Stored items from a collection

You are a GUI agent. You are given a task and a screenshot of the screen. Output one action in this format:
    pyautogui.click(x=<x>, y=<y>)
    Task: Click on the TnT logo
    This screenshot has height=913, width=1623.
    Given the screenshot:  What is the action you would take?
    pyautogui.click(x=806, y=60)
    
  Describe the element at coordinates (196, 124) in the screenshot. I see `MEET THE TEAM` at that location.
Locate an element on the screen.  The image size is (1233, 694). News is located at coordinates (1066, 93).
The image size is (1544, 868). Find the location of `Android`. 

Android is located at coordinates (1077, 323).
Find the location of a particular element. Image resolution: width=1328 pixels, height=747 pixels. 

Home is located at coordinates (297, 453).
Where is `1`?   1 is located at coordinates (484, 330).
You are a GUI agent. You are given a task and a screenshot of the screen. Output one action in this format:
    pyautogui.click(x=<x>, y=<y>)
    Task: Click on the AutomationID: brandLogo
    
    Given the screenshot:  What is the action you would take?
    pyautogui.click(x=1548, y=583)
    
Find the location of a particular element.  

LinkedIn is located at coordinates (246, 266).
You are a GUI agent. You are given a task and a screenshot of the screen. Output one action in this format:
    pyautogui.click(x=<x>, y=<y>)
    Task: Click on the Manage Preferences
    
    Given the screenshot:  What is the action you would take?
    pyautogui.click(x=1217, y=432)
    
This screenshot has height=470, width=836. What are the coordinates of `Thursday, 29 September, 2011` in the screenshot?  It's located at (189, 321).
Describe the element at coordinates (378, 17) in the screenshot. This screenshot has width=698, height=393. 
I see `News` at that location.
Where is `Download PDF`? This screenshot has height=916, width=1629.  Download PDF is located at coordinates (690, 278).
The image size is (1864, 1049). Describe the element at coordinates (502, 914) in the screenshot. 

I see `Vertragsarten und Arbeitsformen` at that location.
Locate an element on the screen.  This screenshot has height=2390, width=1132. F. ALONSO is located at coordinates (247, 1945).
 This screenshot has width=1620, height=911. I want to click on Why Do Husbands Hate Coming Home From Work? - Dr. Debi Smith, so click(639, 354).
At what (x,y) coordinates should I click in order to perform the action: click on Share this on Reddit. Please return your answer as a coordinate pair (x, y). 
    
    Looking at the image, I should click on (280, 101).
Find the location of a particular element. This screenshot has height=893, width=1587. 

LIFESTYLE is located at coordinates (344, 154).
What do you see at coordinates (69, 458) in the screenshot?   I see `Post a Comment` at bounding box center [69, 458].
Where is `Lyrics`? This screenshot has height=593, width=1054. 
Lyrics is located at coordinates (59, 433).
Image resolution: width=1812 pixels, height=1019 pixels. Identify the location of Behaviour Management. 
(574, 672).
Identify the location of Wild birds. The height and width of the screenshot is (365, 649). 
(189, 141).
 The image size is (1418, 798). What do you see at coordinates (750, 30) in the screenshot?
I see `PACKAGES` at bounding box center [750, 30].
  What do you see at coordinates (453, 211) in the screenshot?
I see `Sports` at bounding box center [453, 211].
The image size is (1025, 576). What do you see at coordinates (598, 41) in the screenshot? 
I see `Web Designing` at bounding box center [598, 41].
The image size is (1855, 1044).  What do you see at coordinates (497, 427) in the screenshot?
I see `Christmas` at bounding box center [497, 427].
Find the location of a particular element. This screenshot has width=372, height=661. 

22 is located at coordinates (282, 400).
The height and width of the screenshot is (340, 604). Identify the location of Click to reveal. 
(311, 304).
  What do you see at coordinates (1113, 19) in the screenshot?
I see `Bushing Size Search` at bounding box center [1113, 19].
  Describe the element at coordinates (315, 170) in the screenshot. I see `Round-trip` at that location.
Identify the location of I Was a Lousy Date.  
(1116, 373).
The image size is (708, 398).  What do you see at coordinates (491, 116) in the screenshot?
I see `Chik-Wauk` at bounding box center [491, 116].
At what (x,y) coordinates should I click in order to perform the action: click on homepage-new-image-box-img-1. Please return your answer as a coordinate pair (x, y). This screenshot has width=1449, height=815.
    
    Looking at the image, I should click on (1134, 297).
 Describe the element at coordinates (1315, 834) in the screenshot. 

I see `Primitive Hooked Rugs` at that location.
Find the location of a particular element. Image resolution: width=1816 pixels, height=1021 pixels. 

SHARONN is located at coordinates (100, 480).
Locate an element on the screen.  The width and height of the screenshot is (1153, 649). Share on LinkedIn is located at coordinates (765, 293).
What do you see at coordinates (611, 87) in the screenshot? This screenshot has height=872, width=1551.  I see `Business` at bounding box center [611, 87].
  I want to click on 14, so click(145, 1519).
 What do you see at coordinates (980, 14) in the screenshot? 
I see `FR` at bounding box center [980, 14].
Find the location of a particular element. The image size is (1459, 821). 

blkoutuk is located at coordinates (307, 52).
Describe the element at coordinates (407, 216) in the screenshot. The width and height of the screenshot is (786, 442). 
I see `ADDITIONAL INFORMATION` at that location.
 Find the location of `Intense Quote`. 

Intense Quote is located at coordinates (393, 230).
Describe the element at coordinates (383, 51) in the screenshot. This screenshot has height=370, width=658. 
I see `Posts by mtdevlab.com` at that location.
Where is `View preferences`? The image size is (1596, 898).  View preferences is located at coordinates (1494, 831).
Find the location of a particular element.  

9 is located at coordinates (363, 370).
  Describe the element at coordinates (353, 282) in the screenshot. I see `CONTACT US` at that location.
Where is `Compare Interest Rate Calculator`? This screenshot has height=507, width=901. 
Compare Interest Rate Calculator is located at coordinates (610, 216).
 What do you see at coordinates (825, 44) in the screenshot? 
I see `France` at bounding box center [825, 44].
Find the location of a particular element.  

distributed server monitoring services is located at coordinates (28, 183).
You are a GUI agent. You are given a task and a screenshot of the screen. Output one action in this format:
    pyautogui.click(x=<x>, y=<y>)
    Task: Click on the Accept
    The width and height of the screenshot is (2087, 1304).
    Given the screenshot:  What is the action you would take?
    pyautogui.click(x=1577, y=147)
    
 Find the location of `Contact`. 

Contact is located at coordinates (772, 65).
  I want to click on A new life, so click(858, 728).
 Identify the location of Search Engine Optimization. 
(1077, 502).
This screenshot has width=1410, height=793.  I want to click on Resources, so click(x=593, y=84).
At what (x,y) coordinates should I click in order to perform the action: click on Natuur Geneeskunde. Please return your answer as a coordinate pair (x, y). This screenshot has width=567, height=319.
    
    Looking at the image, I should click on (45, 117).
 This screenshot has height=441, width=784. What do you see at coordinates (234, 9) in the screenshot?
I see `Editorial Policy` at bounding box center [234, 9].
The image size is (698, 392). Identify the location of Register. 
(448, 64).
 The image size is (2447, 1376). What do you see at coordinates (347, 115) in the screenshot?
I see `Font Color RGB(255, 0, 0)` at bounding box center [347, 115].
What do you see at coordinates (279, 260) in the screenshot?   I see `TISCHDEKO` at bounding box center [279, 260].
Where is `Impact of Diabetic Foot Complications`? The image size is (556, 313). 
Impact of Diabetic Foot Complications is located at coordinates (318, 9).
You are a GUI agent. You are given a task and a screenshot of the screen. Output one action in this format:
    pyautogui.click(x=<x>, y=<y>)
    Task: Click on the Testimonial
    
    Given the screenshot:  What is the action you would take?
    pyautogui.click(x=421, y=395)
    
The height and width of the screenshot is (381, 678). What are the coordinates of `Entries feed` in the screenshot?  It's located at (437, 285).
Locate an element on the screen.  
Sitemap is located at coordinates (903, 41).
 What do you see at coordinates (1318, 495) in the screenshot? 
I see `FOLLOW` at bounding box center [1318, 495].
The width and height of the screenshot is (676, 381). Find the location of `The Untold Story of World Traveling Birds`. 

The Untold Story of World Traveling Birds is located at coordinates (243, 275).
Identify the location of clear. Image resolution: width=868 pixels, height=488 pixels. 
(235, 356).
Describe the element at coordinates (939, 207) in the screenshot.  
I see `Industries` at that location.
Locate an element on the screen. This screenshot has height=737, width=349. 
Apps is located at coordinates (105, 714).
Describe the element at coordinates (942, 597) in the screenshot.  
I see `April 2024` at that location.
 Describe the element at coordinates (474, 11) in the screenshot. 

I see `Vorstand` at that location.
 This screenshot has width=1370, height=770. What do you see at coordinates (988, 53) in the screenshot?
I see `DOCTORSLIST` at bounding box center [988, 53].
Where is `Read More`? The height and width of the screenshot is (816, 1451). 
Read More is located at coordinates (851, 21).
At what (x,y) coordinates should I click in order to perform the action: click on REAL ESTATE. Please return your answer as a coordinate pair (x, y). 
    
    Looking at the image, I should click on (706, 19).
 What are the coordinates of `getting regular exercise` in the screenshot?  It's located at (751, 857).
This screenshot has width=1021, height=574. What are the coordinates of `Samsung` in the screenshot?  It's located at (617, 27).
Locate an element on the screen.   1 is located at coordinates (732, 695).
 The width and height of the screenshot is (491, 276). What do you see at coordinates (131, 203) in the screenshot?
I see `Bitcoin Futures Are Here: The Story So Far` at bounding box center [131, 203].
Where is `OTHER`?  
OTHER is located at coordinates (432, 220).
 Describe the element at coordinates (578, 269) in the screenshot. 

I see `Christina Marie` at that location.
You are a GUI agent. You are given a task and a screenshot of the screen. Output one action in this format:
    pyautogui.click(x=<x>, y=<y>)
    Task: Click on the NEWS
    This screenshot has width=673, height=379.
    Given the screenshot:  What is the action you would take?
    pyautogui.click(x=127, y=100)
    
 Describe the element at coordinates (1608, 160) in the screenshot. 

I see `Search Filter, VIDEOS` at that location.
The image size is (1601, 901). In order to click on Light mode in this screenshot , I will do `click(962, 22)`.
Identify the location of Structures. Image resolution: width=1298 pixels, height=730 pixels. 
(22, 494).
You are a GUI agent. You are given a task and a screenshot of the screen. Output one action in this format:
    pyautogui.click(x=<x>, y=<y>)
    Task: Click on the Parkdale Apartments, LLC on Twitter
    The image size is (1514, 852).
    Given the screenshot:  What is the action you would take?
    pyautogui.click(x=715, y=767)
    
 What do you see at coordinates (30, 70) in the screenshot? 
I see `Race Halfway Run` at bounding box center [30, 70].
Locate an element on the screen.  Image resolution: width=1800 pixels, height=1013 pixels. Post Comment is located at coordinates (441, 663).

## Assignment:
Count every line of the entries that holds the string "Comment". Please answer with the count alone.

## Response for this exercise:
2